| What is being asked |
The job is to find each line in the entries holding the string "Premium" and copy that line.

| Data extract |

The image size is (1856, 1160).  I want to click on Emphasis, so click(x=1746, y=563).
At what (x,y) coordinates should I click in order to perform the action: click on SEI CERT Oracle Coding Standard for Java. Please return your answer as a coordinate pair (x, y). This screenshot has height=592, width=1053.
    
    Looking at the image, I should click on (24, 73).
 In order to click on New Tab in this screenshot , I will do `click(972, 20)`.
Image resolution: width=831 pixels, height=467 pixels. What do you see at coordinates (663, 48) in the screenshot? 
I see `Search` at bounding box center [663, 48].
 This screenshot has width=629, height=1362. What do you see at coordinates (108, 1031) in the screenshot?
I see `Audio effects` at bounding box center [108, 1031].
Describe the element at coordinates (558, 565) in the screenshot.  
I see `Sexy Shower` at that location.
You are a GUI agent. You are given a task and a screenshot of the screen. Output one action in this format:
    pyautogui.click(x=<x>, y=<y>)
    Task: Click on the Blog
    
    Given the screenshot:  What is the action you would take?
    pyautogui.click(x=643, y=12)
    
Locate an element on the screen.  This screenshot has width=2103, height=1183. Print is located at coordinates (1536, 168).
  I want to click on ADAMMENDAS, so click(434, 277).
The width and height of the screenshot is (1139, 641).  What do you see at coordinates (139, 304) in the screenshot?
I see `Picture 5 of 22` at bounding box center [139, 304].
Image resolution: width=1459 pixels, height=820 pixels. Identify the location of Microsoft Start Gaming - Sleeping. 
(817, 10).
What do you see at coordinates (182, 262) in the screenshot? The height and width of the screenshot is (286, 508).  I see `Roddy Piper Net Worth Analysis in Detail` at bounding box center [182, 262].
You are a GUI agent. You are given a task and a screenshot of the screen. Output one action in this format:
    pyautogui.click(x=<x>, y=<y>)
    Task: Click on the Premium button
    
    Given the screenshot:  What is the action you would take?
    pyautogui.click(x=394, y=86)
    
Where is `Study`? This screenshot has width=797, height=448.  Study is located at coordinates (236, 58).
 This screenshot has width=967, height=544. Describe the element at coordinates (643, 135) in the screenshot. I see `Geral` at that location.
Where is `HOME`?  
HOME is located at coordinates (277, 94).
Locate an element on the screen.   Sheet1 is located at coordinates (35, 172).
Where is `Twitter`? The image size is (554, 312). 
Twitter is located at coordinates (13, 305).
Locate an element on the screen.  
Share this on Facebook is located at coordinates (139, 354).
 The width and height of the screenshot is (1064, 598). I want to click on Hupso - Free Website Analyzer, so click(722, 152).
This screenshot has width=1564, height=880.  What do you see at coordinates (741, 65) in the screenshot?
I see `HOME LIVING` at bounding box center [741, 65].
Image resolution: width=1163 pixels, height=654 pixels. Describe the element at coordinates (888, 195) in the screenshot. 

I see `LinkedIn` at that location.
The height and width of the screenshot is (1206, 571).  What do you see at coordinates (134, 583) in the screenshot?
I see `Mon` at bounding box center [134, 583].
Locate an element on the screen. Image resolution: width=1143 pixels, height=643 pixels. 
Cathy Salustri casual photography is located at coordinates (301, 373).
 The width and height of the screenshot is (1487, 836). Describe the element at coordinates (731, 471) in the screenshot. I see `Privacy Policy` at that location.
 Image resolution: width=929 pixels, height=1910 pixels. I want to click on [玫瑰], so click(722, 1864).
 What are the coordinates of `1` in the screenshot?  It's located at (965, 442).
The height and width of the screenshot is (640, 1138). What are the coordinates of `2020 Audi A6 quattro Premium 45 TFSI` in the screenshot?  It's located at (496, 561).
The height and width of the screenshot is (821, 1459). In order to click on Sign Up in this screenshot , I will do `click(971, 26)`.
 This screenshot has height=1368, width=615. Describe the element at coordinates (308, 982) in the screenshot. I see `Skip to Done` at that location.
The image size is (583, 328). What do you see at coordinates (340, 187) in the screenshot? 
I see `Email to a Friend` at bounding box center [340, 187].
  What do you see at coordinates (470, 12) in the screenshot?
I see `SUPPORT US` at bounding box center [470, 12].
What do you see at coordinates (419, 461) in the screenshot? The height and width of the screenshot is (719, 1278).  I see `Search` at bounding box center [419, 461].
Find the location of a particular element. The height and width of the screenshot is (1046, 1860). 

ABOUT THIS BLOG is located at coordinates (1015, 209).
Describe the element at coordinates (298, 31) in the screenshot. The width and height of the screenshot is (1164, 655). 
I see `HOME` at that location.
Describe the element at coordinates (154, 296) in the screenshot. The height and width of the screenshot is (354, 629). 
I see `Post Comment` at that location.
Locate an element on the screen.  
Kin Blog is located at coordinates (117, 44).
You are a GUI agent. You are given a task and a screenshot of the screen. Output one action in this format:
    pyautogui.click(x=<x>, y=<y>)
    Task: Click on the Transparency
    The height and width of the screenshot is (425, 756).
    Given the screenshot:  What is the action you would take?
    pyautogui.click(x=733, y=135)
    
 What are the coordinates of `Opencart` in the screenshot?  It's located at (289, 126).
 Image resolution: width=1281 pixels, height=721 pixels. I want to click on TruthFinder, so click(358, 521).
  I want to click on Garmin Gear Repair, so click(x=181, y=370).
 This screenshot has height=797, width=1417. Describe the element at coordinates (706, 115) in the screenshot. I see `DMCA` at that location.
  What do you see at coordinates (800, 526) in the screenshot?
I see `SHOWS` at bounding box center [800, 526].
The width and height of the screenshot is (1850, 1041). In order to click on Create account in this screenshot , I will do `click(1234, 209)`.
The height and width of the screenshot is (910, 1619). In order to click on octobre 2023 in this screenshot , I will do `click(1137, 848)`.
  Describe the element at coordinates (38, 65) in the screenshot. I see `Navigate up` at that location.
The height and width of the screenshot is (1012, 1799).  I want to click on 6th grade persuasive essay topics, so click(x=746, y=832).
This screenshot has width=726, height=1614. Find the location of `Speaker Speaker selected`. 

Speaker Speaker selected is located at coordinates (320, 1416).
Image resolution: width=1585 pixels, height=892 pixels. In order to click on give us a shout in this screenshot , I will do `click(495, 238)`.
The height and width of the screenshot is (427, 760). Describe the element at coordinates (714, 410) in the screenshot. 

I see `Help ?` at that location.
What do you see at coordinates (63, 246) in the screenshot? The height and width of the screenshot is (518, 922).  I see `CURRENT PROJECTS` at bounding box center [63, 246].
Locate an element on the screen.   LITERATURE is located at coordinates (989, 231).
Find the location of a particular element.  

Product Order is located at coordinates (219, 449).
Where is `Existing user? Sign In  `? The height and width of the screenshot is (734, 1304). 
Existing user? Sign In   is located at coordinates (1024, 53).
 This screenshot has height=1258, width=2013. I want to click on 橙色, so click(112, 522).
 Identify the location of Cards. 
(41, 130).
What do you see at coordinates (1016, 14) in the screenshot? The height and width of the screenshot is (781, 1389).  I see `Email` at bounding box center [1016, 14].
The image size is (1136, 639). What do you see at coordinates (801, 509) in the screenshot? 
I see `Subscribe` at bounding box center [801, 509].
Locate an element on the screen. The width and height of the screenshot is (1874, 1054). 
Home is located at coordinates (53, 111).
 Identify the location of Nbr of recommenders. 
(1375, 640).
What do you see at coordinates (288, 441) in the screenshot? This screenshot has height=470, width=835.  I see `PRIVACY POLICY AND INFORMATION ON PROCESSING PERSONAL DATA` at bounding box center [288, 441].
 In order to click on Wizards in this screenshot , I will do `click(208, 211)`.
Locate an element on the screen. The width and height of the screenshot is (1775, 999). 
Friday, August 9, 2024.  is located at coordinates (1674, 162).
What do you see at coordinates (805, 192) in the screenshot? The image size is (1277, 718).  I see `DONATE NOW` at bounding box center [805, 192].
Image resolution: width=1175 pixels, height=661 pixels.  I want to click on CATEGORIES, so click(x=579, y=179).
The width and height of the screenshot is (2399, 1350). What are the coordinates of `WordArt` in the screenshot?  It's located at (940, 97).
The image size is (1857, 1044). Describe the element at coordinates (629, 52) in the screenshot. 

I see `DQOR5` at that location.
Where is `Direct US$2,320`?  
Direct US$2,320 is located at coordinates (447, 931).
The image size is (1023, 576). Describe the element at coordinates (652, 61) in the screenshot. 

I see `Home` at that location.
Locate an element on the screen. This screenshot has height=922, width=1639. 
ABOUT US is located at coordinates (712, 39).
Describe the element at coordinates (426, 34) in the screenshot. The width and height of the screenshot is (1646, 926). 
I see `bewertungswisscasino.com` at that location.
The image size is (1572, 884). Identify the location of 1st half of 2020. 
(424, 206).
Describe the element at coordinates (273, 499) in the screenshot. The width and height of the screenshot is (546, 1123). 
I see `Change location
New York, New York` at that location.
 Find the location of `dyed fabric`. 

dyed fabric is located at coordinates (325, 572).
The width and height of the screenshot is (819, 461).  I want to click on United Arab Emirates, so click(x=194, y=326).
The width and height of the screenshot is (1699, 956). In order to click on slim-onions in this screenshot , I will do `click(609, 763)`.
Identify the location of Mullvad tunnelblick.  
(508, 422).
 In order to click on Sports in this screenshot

| Task response |
    Task: Click on the Premium button
The height and width of the screenshot is (640, 1138). What are the coordinates of `2020 Audi A6 quattro Premium 45 TFSI` in the screenshot?  It's located at (496, 561).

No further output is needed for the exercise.